Ecology: Disturbance of microbial communities drives coral mortality
Nature Communications
June 8, 2016
Disturbance of microbial communities living on corals due to environmental stress factors contributes to coral mortality, describes a paper published in Nature Communications this week. The study shows that overfishing and nutrient pollution interact with elevated temperatures, resulting in larger populations of pathogenic bacteria living on corals and an increase in coral disease.
Worldwide, coral reefs are declining as a result of ocean warming, nutrient pollution, sedimentation and overfishing. Both corals and their associated microbes are known to be sensitive to these stress factors, but how exactly the interactions between these factors influence coral decline is not well understood.
In order to disentangle the effects of different environmental stress factors on microbial communities and coral health, Rebecca Vega Thurber and colleagues conducted a three-year-study in which they independently manipulated fish presence and nutrient pollution (nitrogen and phosphorus levels) in experimental plots on a reef in the Florida Keys, United States, located between the Atlantic Ocean and Gulf of Mexico. They found that each of these stress factors destabilized the microbial communities and increased coral mortality and that these effects were amplified when temperatures rose. Furthermore, the addition of nutrients increased algal cover and killed corals that were bitten by normally-benign parrotfish by facilitating predation by opportunistic bacteria.
These findings provide insight into which factors govern reef resilience and show that changes in species’ interactions within coral reefs coupled with climate change can fundamentally reorganize ecological communities down to the microbial level.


■ THE PROBLEM: Reproduce all lines of the listing below in which the word "calculated" occurs.

■ DATA:
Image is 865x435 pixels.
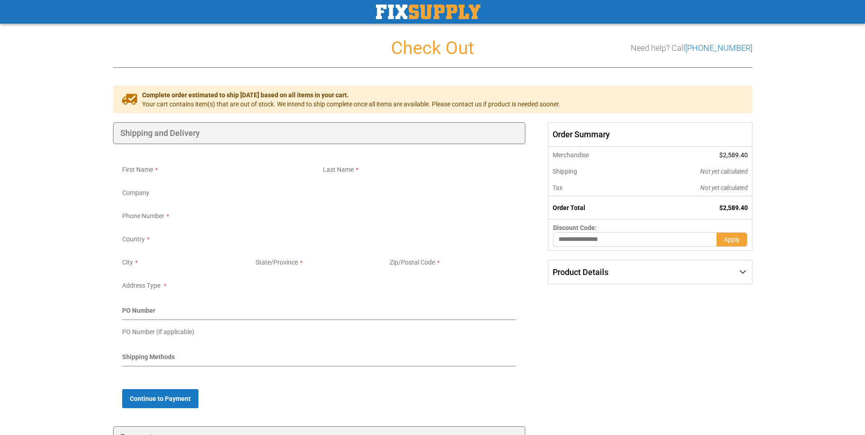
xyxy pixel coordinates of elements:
[122,282,160,289] span: Address Type
[700,184,748,191] span: Not yet calculated
[553,267,609,277] span: Product Details
[122,189,149,196] span: Company
[720,204,748,211] span: $2,589.40
[700,168,748,175] span: Not yet calculated
[376,5,481,19] a: store logo
[376,5,481,19] img: Fix Industrial Supply
[717,232,748,247] button: Apply
[142,90,561,99] span: Complete order estimated to ship [DATE] based on all items in your cart.
[720,151,748,159] span: $2,589.40
[122,235,145,243] span: Country
[549,147,639,163] th: Merchandise
[390,258,435,266] span: Zip/Postal Code
[113,122,526,144] div: Shipping and Delivery
[553,204,586,211] strong: Order Total
[256,258,298,266] span: State/Province
[122,389,199,408] button: Continue to Payment
[122,306,517,320] div: PO Number
[323,166,354,173] span: Last Name
[122,352,517,366] div: Shipping Methods
[553,168,577,175] span: Shipping
[113,38,753,58] h1: Check Out
[122,212,164,219] span: Phone Number
[122,258,133,266] span: City
[142,99,561,109] span: Your cart contains item(s) that are out of stock. We intend to ship complete once all items are a...
[122,166,153,173] span: First Name
[122,328,194,335] span: PO Number (if applicable)
[631,44,753,53] h3: Need help? Call
[724,236,740,243] span: Apply
[548,122,752,147] span: Order Summary
[553,224,597,231] span: Discount Code:
[549,179,639,196] th: Tax
[130,395,191,402] span: Continue to Payment
[685,43,753,53] a: [PHONE_NUMBER]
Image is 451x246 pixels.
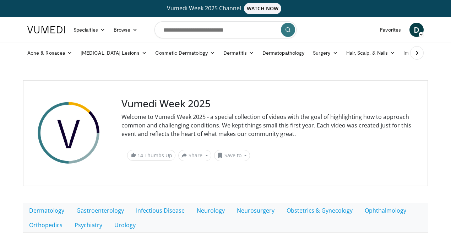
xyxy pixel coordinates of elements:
[121,113,418,138] div: Welcome to Vumedi Week 2025 - a special collection of videos with the goal of highlighting how to...
[409,23,424,37] a: D
[28,3,423,14] a: Vumedi Week 2025 ChannelWATCH NOW
[376,23,405,37] a: Favorites
[70,203,130,218] a: Gastroenterology
[154,21,297,38] input: Search topics, interventions
[281,203,359,218] a: Obstetrics & Gynecology
[309,46,342,60] a: Surgery
[191,203,231,218] a: Neurology
[108,218,142,233] a: Urology
[178,150,211,161] button: Share
[23,46,76,60] a: Acne & Rosacea
[27,26,65,33] img: VuMedi Logo
[359,203,412,218] a: Ophthalmology
[23,218,69,233] a: Orthopedics
[130,203,191,218] a: Infectious Disease
[23,203,70,218] a: Dermatology
[342,46,399,60] a: Hair, Scalp, & Nails
[151,46,219,60] a: Cosmetic Dermatology
[109,23,142,37] a: Browse
[137,152,143,159] span: 14
[214,150,250,161] button: Save to
[231,203,281,218] a: Neurosurgery
[219,46,258,60] a: Dermatitis
[258,46,309,60] a: Dermatopathology
[127,150,175,161] a: 14 Thumbs Up
[121,98,418,110] h3: Vumedi Week 2025
[244,3,282,14] span: WATCH NOW
[69,23,109,37] a: Specialties
[76,46,151,60] a: [MEDICAL_DATA] Lesions
[69,218,108,233] a: Psychiatry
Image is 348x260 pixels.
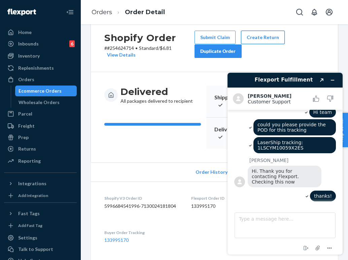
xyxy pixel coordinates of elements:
[18,52,40,59] div: Inventory
[4,63,77,73] a: Replenishments
[18,180,46,187] div: Integrations
[18,234,37,241] div: Settings
[4,221,77,229] a: Add Fast Tag
[18,110,32,117] div: Parcel
[4,108,77,119] a: Parcel
[293,5,306,19] button: Open Search Box
[104,51,136,58] button: View Details
[120,85,193,98] h3: Delivered
[18,40,39,47] div: Inbounds
[15,85,77,96] a: Ecommerce Orders
[322,5,336,19] button: Open account menu
[4,178,77,189] button: Integrations
[135,45,138,51] span: •
[194,31,235,44] button: Submit Claim
[18,145,36,152] div: Returns
[104,45,194,58] p: # #254624714 / $6.81
[139,45,158,51] span: Standard
[125,8,165,16] a: Order Detail
[18,29,32,36] div: Home
[4,50,77,61] a: Inventory
[7,9,36,15] img: Flexport logo
[18,122,35,129] div: Freight
[18,134,29,141] div: Prep
[307,5,321,19] button: Open notifications
[86,2,170,22] ol: breadcrumbs
[4,208,77,219] button: Fast Tags
[104,203,180,209] dd: 5996684541996-7130024181804
[104,31,194,45] h2: Shopify Order
[18,65,54,71] div: Replenishments
[18,157,41,164] div: Reporting
[214,125,239,141] p: Delivered
[18,222,42,228] div: Add Fast Tag
[191,203,229,209] dd: 133995170
[214,94,239,109] p: Shipped
[191,195,229,201] dt: Flexport Order ID
[200,48,236,54] div: Duplicate Order
[4,232,77,243] a: Settings
[18,192,48,198] div: Add Integration
[15,97,77,108] a: Wholesale Orders
[19,99,60,106] div: Wholesale Orders
[63,5,77,19] button: Close Navigation
[104,237,129,243] a: 133995170
[4,143,77,154] a: Returns
[120,85,193,104] div: All packages delivered to recipient
[16,5,30,11] span: Chat
[4,120,77,131] a: Freight
[104,229,180,235] dt: Buyer Order Tracking
[92,8,112,16] a: Orders
[241,31,285,44] button: Create Return
[18,246,53,252] div: Talk to Support
[4,132,77,143] a: Prep
[4,74,77,85] a: Orders
[69,40,75,47] div: 6
[194,44,242,58] button: Duplicate Order
[195,169,227,175] span: Order History
[4,38,77,49] a: Inbounds6
[4,155,77,166] a: Reporting
[4,191,77,199] a: Add Integration
[4,27,77,38] a: Home
[4,244,77,254] button: Talk to Support
[222,67,348,260] iframe: Find more information here
[104,195,180,201] dt: Shopify V3 Order ID
[19,87,62,94] div: Ecommerce Orders
[18,210,40,217] div: Fast Tags
[18,76,34,83] div: Orders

■ YOUR RESPONSE:
[700,184,748,191] span: Not yet calculated
[700,168,748,175] span: Not yet calculated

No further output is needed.